Statistical Distribution as a Way for Lower Gene Expressions Threshold Cutoff
Author(s) -
Bui Thuy Tien,
Alessandro Giuliani,
Kumar Selvarajoo
Publication year - 2018
Publication title -
università degli studi di roma la sapienza
Language(s) - English
DOI - 10.13133/2532-5876_4.6
Subject(s) - randomness , cutoff , statistical inference , frontier , expression (computer science) , distribution (mathematics) , mathematics , probability and statistics , computer science , econometrics , statistics , statistical physics , geography , physics , programming language , mathematical analysis , archaeology , quantum mechanics
While in mathematics (and in logic) the basic divide is between ‘true’ and ‘false’, in experimental science the frontier is between ‘relevant’ and ‘irrelevant’ and this is a much more tricky border.

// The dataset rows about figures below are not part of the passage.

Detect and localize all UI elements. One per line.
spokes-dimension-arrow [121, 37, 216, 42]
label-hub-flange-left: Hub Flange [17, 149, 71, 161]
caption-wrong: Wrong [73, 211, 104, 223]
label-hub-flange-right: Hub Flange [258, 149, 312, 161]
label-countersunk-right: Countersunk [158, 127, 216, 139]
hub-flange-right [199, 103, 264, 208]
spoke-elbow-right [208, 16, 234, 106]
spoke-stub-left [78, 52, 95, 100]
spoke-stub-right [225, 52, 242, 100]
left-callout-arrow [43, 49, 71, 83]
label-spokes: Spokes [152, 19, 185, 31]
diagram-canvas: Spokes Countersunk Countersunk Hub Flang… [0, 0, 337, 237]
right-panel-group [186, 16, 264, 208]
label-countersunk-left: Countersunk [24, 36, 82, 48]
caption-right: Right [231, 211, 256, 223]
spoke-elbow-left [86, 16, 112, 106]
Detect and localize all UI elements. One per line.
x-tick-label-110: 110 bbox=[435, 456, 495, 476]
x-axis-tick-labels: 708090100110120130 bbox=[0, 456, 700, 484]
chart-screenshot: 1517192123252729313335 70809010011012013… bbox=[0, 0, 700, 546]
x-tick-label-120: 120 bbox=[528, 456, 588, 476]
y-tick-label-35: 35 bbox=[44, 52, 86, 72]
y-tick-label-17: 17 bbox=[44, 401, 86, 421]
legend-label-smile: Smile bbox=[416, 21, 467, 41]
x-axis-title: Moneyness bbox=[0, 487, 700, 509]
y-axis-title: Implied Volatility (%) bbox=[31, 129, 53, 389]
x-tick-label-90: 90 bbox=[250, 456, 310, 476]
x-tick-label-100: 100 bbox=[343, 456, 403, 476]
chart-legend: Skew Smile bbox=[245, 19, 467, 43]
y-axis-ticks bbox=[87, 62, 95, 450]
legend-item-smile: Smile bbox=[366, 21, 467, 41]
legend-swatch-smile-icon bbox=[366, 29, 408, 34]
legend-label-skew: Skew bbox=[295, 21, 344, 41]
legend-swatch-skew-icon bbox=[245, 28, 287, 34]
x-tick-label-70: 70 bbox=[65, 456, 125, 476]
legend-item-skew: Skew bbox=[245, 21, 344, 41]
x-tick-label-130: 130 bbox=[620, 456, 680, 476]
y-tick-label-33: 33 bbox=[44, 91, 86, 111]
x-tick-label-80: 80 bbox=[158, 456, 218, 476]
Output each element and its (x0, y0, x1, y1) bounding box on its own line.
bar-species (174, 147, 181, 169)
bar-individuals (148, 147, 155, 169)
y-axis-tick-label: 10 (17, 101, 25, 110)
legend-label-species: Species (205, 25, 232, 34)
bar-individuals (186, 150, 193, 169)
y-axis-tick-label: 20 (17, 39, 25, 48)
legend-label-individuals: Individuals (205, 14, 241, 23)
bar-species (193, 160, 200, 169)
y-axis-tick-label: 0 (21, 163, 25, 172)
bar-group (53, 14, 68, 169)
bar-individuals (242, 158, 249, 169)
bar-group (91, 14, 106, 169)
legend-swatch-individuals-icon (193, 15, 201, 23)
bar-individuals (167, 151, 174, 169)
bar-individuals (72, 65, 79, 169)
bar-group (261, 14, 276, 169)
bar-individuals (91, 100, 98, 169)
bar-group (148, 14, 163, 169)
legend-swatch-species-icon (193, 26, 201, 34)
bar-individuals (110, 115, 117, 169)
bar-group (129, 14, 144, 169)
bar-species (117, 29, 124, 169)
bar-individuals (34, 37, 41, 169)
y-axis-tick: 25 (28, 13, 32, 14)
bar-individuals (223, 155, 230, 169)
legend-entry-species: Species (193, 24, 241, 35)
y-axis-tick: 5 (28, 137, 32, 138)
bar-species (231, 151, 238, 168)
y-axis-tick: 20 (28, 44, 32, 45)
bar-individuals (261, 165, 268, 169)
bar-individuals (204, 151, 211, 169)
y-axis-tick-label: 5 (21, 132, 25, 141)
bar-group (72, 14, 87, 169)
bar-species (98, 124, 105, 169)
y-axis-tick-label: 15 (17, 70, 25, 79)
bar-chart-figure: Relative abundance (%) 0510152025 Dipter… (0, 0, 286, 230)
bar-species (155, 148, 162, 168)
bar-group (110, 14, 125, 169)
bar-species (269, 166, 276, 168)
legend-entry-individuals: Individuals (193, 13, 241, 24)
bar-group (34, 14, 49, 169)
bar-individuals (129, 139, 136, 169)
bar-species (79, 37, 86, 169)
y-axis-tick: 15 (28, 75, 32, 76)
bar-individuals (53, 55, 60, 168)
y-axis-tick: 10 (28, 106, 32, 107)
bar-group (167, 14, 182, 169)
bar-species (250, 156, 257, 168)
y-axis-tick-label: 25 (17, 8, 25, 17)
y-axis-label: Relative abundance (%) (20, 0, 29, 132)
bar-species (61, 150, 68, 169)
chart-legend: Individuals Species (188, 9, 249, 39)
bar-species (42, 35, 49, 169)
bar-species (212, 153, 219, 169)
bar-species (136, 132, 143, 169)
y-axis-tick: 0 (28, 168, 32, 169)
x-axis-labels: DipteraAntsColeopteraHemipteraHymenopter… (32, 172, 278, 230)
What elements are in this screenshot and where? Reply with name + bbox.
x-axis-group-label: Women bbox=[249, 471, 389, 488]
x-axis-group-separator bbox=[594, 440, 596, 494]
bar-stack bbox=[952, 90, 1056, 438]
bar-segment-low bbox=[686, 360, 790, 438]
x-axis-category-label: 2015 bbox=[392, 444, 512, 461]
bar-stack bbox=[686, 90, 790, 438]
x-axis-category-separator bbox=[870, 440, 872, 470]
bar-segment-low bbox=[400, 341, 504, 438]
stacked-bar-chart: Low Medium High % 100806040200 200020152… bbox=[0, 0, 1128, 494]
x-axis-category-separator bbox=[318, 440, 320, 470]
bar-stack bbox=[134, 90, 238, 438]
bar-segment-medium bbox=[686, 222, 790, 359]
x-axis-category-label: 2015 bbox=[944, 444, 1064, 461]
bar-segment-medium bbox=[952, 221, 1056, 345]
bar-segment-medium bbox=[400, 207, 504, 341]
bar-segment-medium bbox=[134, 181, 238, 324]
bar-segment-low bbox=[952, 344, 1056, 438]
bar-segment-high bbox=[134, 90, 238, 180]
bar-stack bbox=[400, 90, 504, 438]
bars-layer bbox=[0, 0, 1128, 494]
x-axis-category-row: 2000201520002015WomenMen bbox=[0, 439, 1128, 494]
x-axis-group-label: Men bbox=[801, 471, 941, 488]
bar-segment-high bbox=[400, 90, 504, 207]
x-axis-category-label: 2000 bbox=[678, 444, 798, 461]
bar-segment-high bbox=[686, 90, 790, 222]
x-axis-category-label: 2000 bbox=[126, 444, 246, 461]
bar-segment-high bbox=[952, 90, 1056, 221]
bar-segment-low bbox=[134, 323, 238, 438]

The classical way to track this frontier builds upon inferential statistics (signal analysis is a synonymous more popular among engineers) and is based on the definition of what we intend for ‘randomness’ in a given situation. Here we comment on the setting of the threshold between ‘informative’ and ‘random’ territories in the case of gene expression data where the definition of randomness is not only a ‘statistical’ but a ‘biological’ affair.